Preparing for the last teaching session in a study of Romans, I came to the book's final verses and relished finding there the same "obedience of faith" with which Paul began his epistle (Rom. 1:5; 16:26). At the start, I had understood this "obedience of faith" to be the necessary outgrowth of the gospel, although I had struggled with the multiple possibilities of meaning: the obedience that is faith … the obedience that grows out of faith … the obedience that is part of faith? Through the course of Paul's weighty argument in Romans, I had begun to grasp both the complexity and the necessity of the relationship between obedience and faith, so that, upon arriving at this phrase in the end, I could look back and celebrate what the whole book had taught me about "the obedience of faith." The significance of the phrase continues to grow in my understanding, as I connect it with other parts of scripture.

It was the English Standard Version which allowed me to learn from the Bible in this way. According to the preface, the ESV team from Crossway aimed for "an 'essentially literal' translation that seeks as far as possible to capture the precise wording of the original text and the personal style of each Bible writer." They have done well in accomplishing this aim. Committing themselves to the great "Standard Bible" tradition growing out of Tyndale and the King James Version, using the 1971 Revised Standard Version as their starting point, those working on the ESV compared every word of the RSV with the earliest Hebrew, Aramaic, and Greek manuscripts, making changes throughout for the sake of a more literal and accurate English translation.

The great strength of the ESV is first and foremost that it allows readers to trust the words to be the Word of God. Any translation will be reliable according to the measure of its faithfulness to the original words—whether those words be political negotiations, love letters, directions, novels, or books of the Bible. Many contemporary versions of Scripture have moved toward a philosophy of "dynamic" or "functional" equivalence, translating "thought for thought" more than "word for word," elucidating the text for modern readers. The huge, historical, amazing claim of Christians, however, is that God inspired not just thoughts but words.

While respecting and indeed regularly enjoying the interpretive light offered by functional equivalency versions, I delight to find a translation which allows me to get as close as possible to the actual words God inspired. The perspective another version offers on Romans 1:5 and 16:26 is helpful, as I read "the obedience that comes from faith" and "so that that all nations might believe and obey him" (NIV). But those English phrases do not as accurately tell me Paul's words; they do not tell me that he said exactly the same words both times; and they do not allow me to discover all the levels of meaning that Paul's complex argument develops for those words through the course of the epistle.

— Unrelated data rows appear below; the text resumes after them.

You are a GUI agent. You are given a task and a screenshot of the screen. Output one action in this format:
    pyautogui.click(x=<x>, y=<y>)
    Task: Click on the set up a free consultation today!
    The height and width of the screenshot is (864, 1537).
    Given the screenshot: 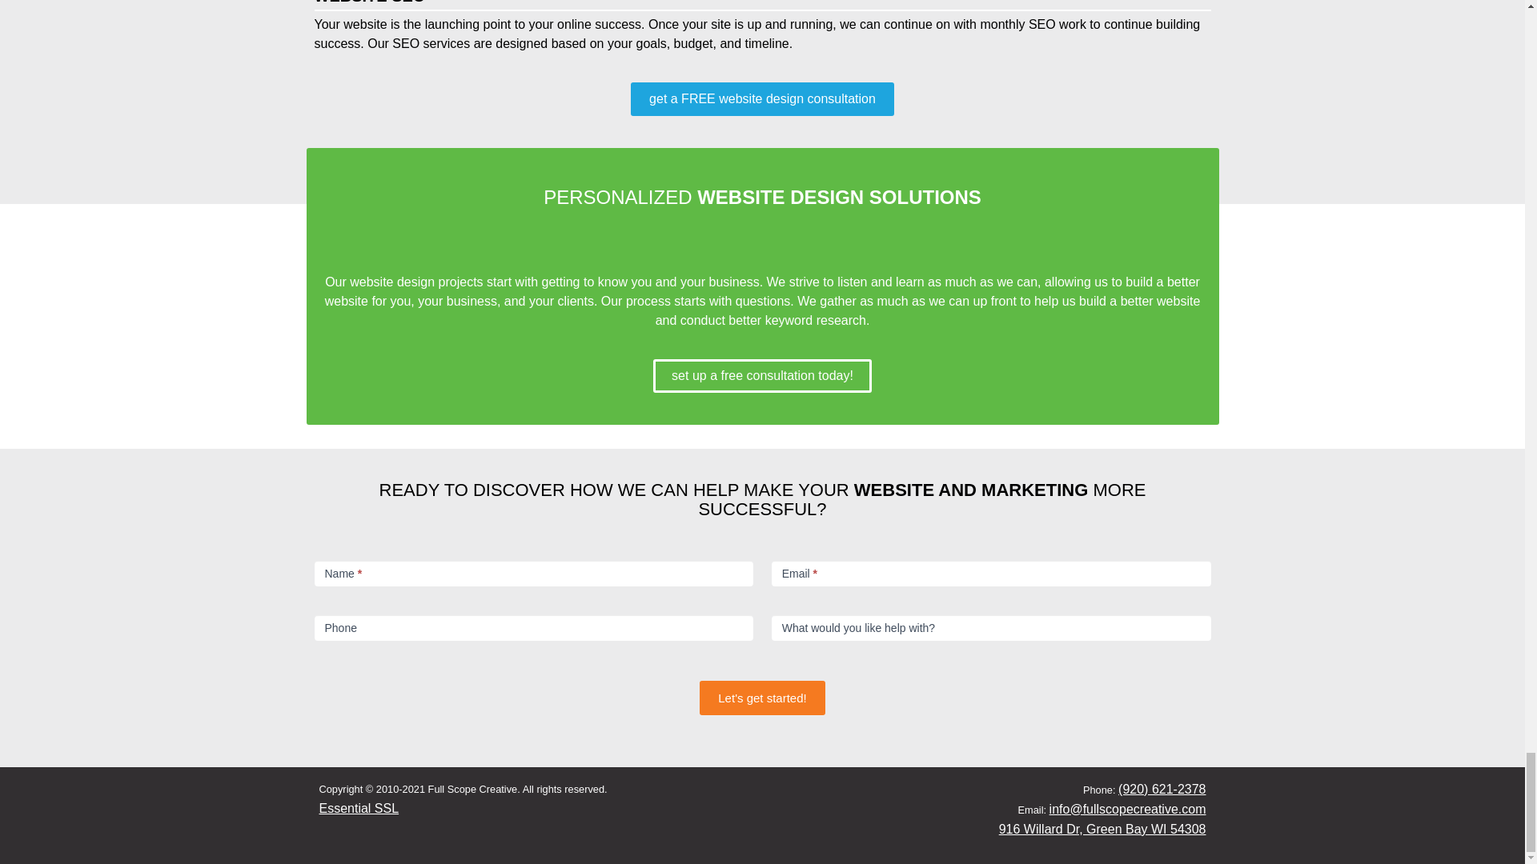 What is the action you would take?
    pyautogui.click(x=762, y=376)
    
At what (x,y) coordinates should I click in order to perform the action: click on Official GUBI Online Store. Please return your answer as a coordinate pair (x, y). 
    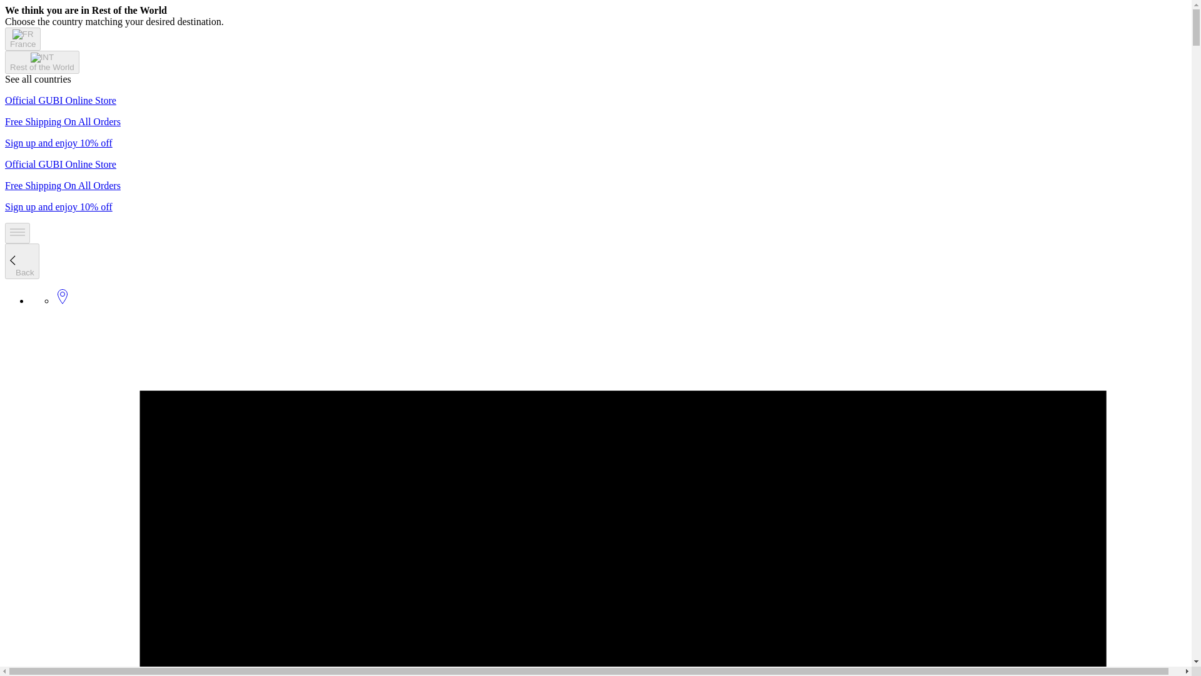
    Looking at the image, I should click on (60, 164).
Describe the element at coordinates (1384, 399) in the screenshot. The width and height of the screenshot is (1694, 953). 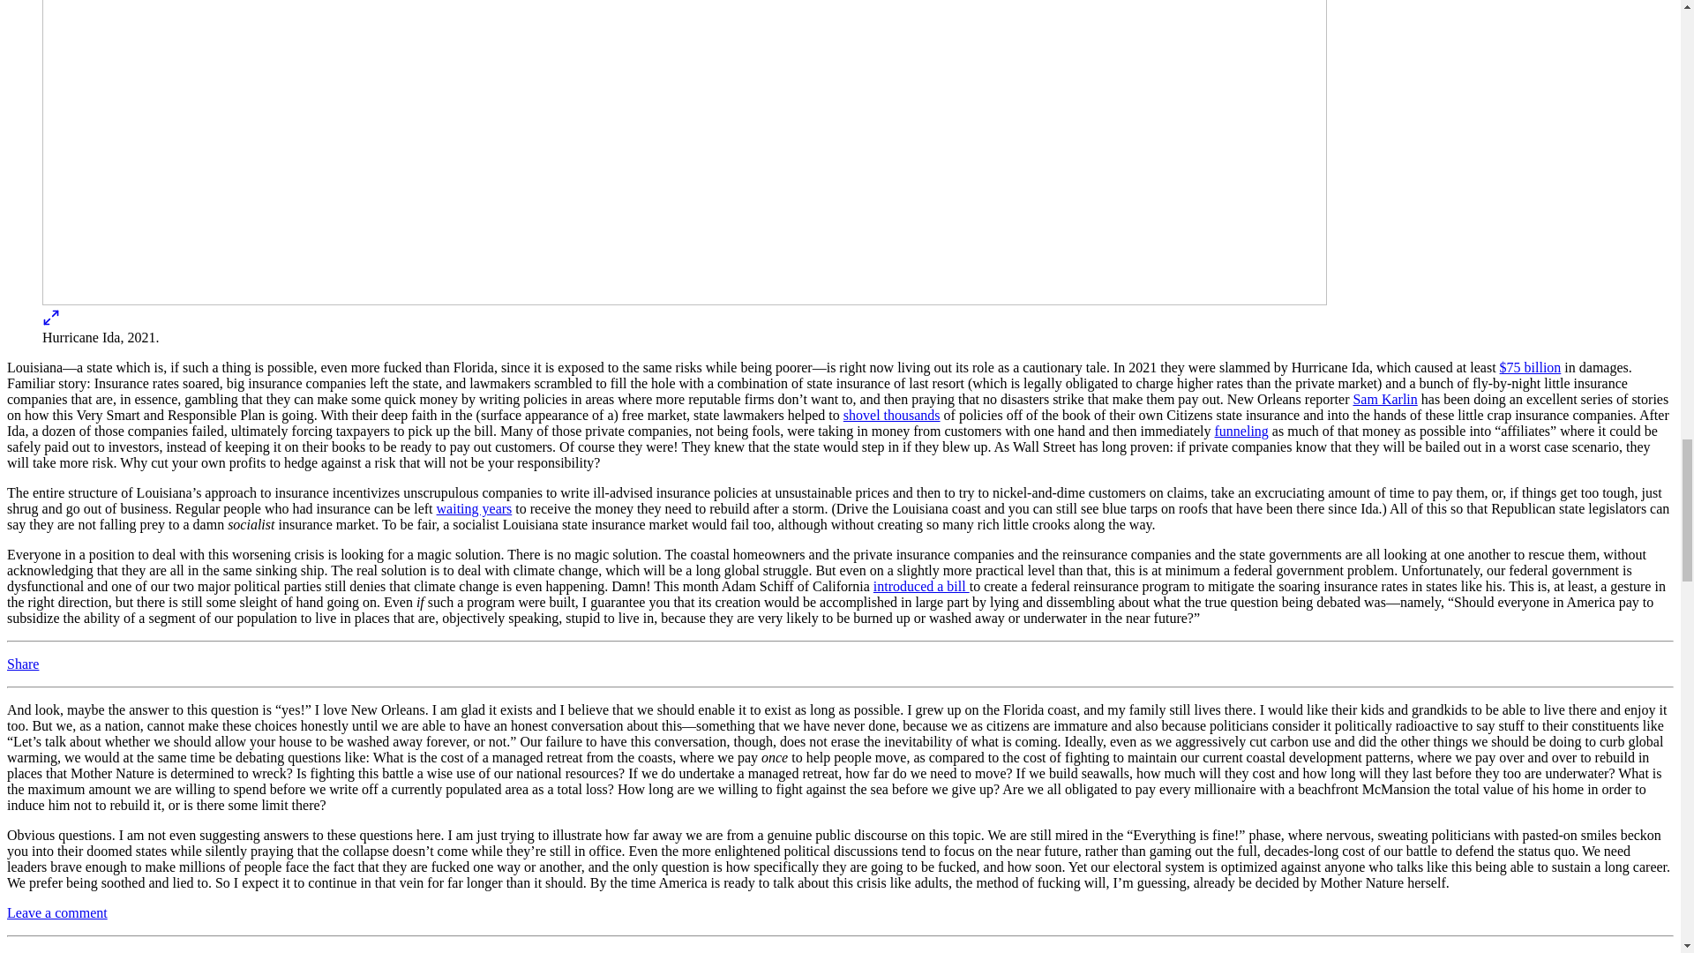
I see `Sam Karlin` at that location.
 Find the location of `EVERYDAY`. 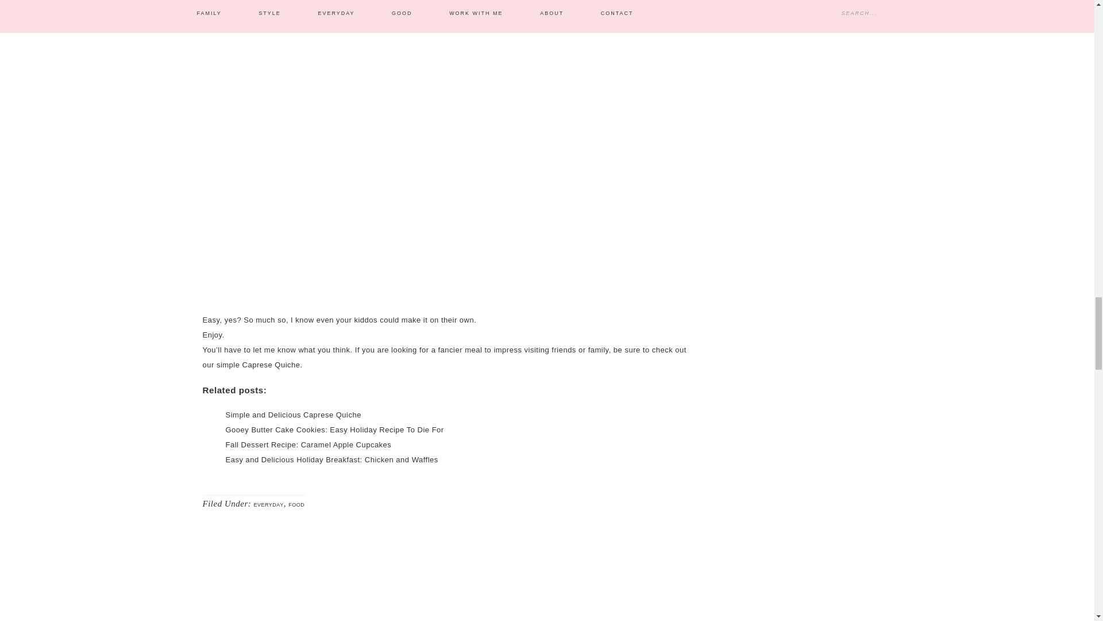

EVERYDAY is located at coordinates (268, 505).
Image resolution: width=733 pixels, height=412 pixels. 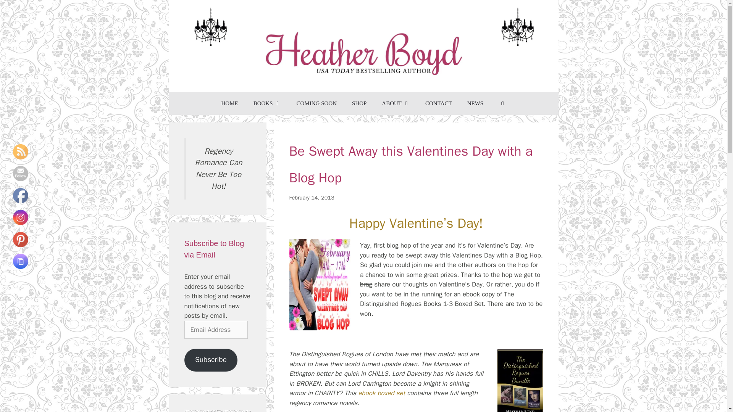 What do you see at coordinates (230, 103) in the screenshot?
I see `HOME` at bounding box center [230, 103].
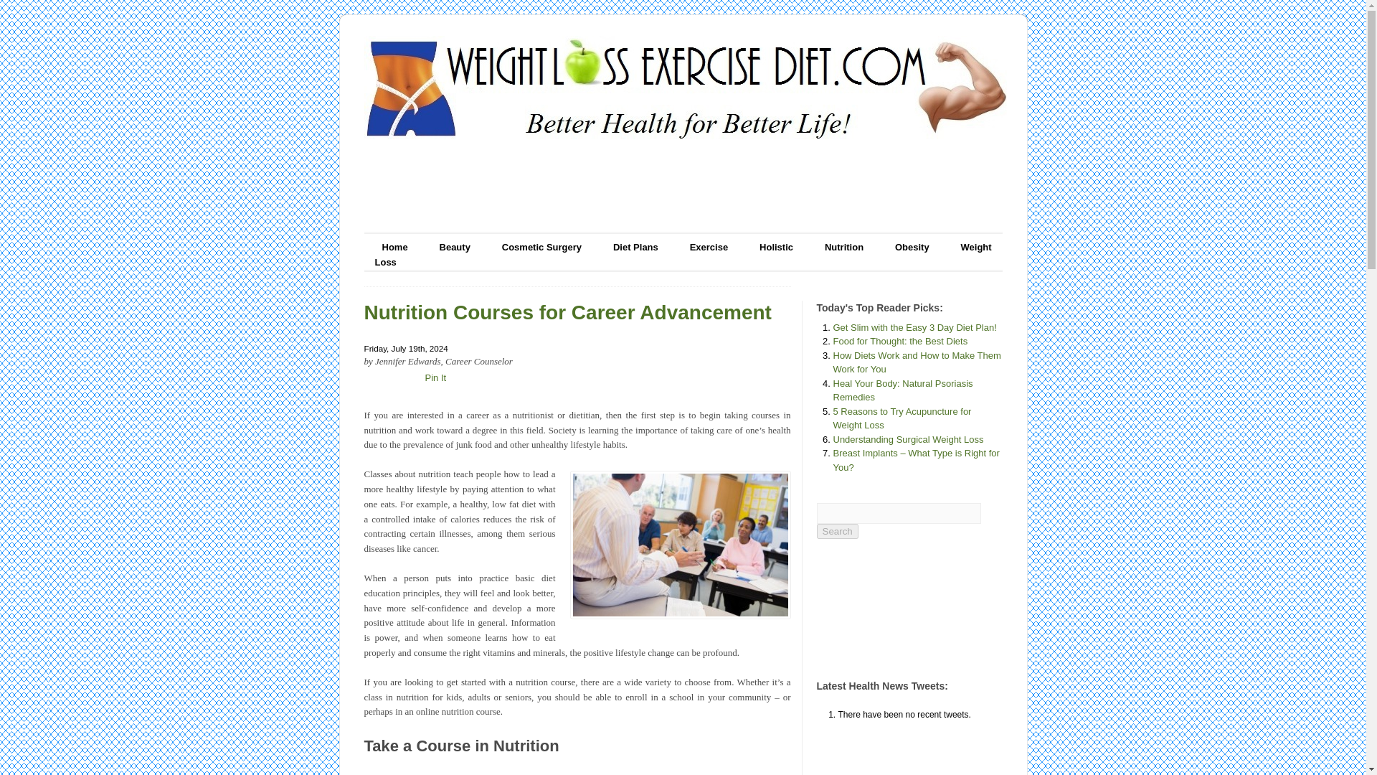 Image resolution: width=1377 pixels, height=775 pixels. What do you see at coordinates (636, 247) in the screenshot?
I see `Diet Plans` at bounding box center [636, 247].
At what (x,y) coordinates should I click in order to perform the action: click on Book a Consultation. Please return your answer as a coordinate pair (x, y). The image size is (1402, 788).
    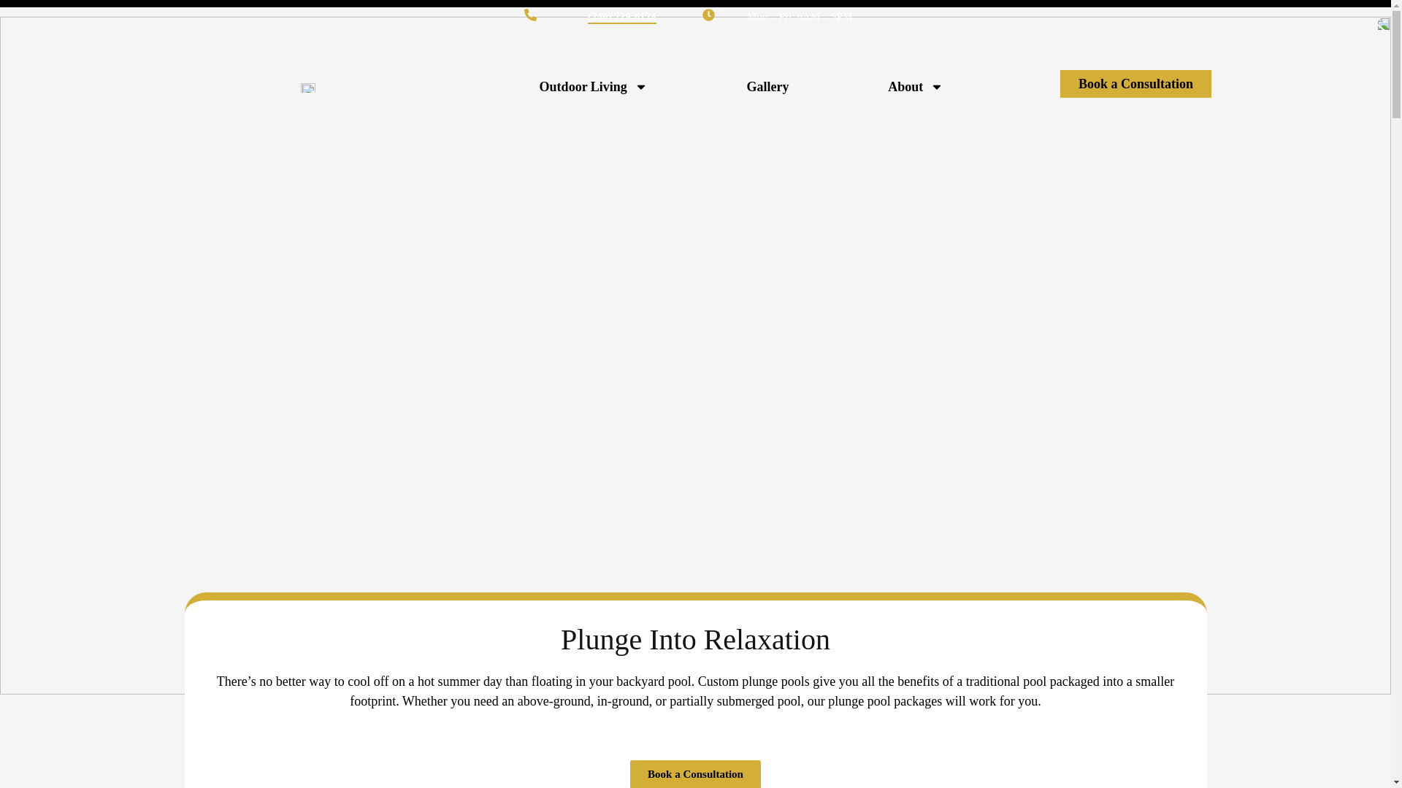
    Looking at the image, I should click on (1135, 83).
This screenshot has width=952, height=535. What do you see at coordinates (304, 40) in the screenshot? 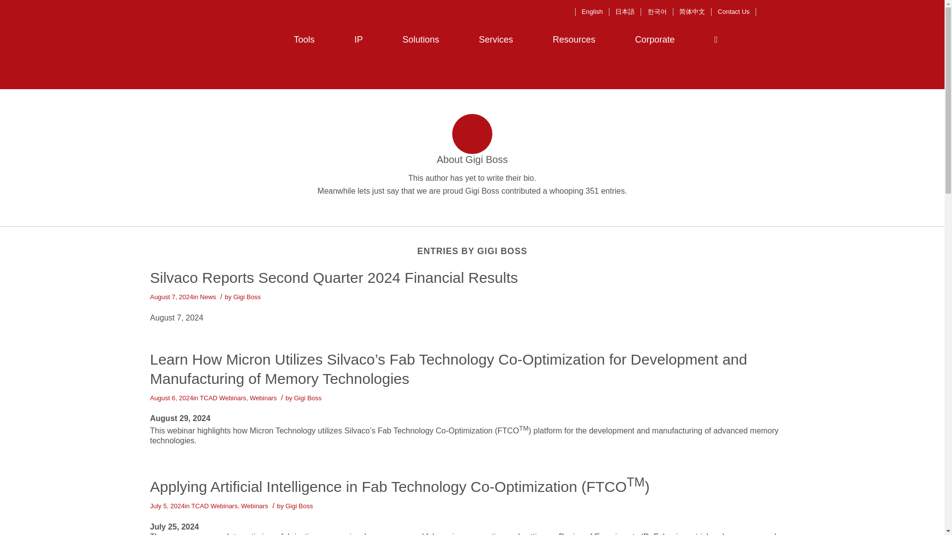
I see `Tools` at bounding box center [304, 40].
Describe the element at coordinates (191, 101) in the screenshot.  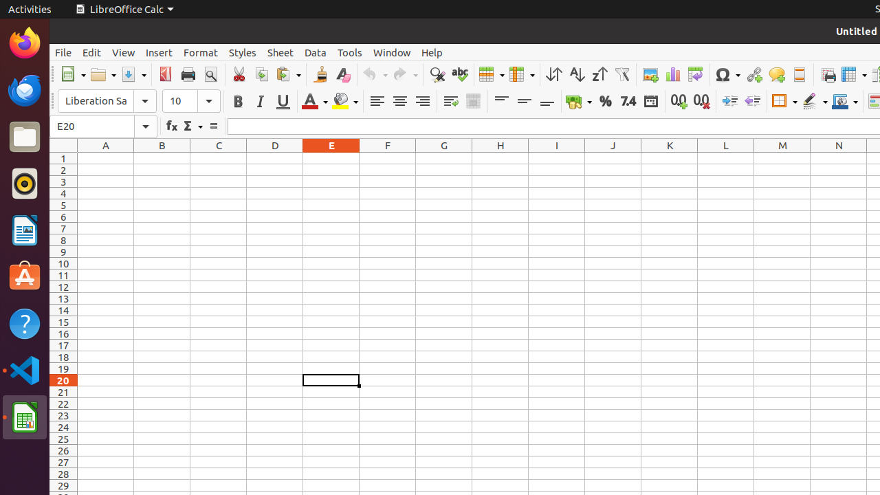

As an English reader limited by my ignorance of the original languages, I want to be able to trust that the words in front of me are close to the ones God "breathed out" through the amazing minds and pens of those who wrote them down (2 Tim. 3:16). Paul claimed that he wrote "in words not taught by human wisdom but taught by the Spirit" (1 Cor. 2:13); he thanked the Thessalonians for accepting his words "not as the word of men but as what it really is, the word of God" (1 Thess. 2:13). Scripture consistently points to its words; what a privilege to be enabled to follow that pointing with great confidence. Granted, any translation must do more than move literally from word to word, but, within the necessary framework of communication and readability in the English language, the ESV has sought "not to try to improve on the original."